ST. PETERSBURG, Fla. — Pieces of wood sitting in a St. Petersburg wood shop don’t look like much — they’re worn, and they aren’t even level on their sides.
But those imperfections paint the picture of what these inanimate objects have seen over the years, and Christopher Kelley is one of the artists that tells their story.
“It was like it was meant to be,” said Kelley, a co-founder of Three Forks Wood Reclamation.
Three Forks goes around the globe to find old wood with a story to reclaim them for clients, museums and nonprofits.
These pieces of wood were part of a lengthy search just off Omaha Beach in Normandy, France.
“We scoured the area and came across a barn that was built in 1792 that just suffered damage in a windstorm,” Kelley said.
The barn, Kelley says, was in the town of Colombieres, about 10 miles from where allied troops went ashore on June 6, 1944 — a day better known as D-Day.
“It was the first home that was liberated in this town right after the invasion,” Kelley said.
Not only that, but it was a rallying point for the 29th Infantry, which was continuing its journey to fight the Germans.
Kelley and his partner, Christian Knutzen, met the farmer, who was a French veteran, and was able to reclaim this wood that he was planning on burning before rebuilding the barn.
And now, after a long boat ride, it’s in St. Pete.
“All these years, you know, centuries of history that these beams have seen," Kelley said. "You know ... for lack of a better term, it just it’s just amazing.” Kelley said.
What they’ve seen is portrayed in the stories Kelley and Knutzen tell when they find wood like this.
Those stories, Knutzen said, is what matters most.
“This will probably be our only connection to that history is through wood,” said Knutzen, the other founder of Three Forks.
They’ve brought back much of the wood from the barn already, but through the friendship they formed, that farmer got them in touch with another farmer who gave them wood from Marmion Farm — the same farm where the paratroopers depicted in the HBO show, “Band of Brothers,” landed.
“When you see these guys standing in front of the very barn that we were able to get the wood pieces from, you can make that connection as you touch it, as you look at it, as you are next to it,” Knutzen said.
Kelley and Knutzen plan to deliver that wood from Marmion Farm to the Currahee Military Museum in Georgia, where paratroopers trained before heading to France on D-Day.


* _Aim of the task_
Which lines in the data below contain the word "educators"? Return each of them.

━━━━━ Data

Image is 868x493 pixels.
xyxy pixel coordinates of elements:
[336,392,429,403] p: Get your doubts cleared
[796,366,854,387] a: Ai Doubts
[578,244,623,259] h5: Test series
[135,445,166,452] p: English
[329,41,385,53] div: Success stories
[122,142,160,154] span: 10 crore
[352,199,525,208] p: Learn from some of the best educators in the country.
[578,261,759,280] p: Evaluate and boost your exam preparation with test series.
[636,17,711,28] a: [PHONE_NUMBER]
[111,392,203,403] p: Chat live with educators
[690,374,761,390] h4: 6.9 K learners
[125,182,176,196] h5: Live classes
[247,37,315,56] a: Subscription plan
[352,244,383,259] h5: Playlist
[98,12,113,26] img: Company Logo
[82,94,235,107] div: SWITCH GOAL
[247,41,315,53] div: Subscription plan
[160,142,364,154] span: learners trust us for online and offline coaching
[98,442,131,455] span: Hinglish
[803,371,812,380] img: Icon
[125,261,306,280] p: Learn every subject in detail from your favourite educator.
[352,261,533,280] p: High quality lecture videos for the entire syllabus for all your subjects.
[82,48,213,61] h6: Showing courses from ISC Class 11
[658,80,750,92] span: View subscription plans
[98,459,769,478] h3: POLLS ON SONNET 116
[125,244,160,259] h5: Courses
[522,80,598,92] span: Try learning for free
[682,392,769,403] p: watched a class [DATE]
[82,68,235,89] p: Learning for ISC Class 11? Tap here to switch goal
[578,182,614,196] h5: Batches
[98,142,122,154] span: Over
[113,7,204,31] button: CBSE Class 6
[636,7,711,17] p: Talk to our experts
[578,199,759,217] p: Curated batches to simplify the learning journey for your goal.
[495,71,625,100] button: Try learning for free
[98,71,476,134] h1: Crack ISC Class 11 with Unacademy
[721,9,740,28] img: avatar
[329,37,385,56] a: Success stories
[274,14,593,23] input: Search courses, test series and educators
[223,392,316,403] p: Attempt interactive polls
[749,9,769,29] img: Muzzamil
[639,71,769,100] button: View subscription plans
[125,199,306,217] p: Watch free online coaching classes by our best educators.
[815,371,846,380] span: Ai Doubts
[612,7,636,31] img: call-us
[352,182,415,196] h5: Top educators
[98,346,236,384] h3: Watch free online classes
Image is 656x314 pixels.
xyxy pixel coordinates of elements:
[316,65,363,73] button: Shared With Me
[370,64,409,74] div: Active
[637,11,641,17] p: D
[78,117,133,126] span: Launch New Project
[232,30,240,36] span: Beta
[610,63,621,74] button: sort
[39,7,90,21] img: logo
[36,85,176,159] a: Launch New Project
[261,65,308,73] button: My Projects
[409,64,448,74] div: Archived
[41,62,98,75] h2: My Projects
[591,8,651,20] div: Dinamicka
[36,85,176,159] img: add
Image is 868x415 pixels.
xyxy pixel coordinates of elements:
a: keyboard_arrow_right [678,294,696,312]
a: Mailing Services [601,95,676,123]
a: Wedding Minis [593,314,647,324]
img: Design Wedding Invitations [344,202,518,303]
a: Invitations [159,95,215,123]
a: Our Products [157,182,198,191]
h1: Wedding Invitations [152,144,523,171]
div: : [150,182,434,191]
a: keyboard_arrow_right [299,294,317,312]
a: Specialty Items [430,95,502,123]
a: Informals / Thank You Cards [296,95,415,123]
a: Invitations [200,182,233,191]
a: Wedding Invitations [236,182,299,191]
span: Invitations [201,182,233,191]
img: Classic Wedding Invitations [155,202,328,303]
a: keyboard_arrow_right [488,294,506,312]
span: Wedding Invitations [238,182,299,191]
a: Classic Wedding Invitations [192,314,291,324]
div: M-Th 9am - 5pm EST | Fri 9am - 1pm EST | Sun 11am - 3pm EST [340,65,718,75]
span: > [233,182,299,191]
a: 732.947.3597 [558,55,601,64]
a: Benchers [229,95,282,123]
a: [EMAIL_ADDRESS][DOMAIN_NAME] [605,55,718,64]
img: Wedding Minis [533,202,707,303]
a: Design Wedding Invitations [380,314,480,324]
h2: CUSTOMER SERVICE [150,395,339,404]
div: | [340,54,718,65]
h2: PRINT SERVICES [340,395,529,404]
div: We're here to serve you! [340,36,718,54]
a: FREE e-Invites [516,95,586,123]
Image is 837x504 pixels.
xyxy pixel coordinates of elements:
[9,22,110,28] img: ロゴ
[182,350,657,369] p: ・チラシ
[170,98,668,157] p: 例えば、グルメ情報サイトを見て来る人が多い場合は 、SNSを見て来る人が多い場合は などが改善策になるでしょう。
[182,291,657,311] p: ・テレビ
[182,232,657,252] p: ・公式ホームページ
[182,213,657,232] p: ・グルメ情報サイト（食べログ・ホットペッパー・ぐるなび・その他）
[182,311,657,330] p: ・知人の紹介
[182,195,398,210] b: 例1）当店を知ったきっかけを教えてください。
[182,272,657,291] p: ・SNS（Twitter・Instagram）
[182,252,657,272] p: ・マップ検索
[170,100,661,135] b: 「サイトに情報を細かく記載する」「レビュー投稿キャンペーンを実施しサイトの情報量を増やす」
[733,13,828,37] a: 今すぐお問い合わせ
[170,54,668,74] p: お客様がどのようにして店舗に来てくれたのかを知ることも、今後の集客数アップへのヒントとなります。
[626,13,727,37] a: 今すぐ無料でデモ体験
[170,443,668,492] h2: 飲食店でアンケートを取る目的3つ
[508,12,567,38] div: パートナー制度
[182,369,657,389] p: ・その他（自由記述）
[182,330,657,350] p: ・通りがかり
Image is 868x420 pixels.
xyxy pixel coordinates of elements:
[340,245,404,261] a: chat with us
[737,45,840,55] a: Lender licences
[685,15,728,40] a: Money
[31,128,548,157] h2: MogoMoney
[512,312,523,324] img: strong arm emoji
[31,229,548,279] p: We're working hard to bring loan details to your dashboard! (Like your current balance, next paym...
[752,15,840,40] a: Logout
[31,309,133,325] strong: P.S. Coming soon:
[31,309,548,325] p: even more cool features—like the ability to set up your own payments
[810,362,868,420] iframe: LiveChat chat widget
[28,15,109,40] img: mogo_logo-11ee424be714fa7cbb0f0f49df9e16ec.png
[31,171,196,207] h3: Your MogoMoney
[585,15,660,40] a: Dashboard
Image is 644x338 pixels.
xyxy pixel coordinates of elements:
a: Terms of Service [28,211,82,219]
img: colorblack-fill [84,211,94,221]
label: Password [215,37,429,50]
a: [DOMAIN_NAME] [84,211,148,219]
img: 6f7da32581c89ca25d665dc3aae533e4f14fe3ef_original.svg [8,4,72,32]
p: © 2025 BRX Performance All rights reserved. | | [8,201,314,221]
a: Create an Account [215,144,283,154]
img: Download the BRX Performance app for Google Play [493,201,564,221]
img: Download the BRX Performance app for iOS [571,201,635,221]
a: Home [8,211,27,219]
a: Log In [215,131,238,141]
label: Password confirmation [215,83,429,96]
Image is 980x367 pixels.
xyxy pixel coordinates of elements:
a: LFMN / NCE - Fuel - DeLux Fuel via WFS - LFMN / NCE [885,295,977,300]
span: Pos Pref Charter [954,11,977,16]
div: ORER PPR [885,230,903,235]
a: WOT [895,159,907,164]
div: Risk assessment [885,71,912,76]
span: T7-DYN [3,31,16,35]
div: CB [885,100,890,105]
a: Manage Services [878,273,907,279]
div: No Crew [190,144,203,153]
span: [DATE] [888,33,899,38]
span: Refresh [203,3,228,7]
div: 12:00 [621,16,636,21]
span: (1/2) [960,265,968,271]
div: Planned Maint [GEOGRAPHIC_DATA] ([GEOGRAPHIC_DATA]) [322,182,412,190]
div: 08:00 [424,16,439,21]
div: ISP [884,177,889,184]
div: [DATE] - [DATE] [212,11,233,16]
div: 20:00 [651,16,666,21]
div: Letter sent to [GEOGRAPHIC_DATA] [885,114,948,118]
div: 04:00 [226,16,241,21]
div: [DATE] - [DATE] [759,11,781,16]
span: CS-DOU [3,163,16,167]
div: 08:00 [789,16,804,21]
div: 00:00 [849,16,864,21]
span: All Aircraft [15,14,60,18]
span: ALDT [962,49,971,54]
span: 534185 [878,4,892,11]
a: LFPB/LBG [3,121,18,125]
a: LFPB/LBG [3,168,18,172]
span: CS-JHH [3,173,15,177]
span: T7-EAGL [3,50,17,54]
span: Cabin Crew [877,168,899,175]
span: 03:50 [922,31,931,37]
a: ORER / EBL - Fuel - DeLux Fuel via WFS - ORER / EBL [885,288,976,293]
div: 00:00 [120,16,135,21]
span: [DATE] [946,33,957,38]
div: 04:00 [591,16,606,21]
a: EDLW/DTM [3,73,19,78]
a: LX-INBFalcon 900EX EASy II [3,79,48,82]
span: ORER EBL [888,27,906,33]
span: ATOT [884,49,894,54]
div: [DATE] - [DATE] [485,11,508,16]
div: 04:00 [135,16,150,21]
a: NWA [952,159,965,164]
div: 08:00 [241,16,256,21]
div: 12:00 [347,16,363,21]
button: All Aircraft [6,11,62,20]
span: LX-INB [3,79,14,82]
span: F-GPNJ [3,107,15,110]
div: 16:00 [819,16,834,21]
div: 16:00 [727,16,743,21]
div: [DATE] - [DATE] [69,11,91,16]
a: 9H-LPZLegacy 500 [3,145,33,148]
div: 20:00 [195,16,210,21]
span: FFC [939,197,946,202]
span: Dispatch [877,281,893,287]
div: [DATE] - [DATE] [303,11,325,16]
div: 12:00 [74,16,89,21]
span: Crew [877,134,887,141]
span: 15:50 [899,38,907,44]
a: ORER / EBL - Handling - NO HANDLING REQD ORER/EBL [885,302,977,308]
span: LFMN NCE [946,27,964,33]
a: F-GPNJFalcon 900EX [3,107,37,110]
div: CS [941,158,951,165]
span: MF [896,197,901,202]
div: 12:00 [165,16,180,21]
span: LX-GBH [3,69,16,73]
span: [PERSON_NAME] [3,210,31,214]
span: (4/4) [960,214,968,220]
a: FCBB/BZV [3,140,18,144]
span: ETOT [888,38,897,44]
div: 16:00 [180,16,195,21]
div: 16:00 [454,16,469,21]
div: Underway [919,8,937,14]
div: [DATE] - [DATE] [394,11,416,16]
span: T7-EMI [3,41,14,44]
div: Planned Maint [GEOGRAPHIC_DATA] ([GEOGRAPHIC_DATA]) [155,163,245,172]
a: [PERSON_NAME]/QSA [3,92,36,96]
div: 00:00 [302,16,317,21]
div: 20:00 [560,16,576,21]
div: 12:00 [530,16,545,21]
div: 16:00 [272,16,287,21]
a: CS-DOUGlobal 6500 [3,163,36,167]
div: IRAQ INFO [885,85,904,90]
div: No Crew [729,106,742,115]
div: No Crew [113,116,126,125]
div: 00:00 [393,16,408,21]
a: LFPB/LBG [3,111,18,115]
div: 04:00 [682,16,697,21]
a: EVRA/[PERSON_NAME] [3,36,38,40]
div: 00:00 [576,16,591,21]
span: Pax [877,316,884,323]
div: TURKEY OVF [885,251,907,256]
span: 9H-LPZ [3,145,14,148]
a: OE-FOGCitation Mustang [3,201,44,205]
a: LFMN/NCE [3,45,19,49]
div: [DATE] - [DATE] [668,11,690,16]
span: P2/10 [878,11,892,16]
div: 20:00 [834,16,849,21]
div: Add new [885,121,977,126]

━━━━━━━━━━

* _Your solution_
[352,199,525,208] p: Learn from some of the best educators in the country.
[111,392,203,403] p: Chat live with educators
[274,14,593,23] input: Search courses, test series and educators
[125,199,306,217] p: Watch free online coaching classes by our best educators.
[352,182,415,196] h5: Top educators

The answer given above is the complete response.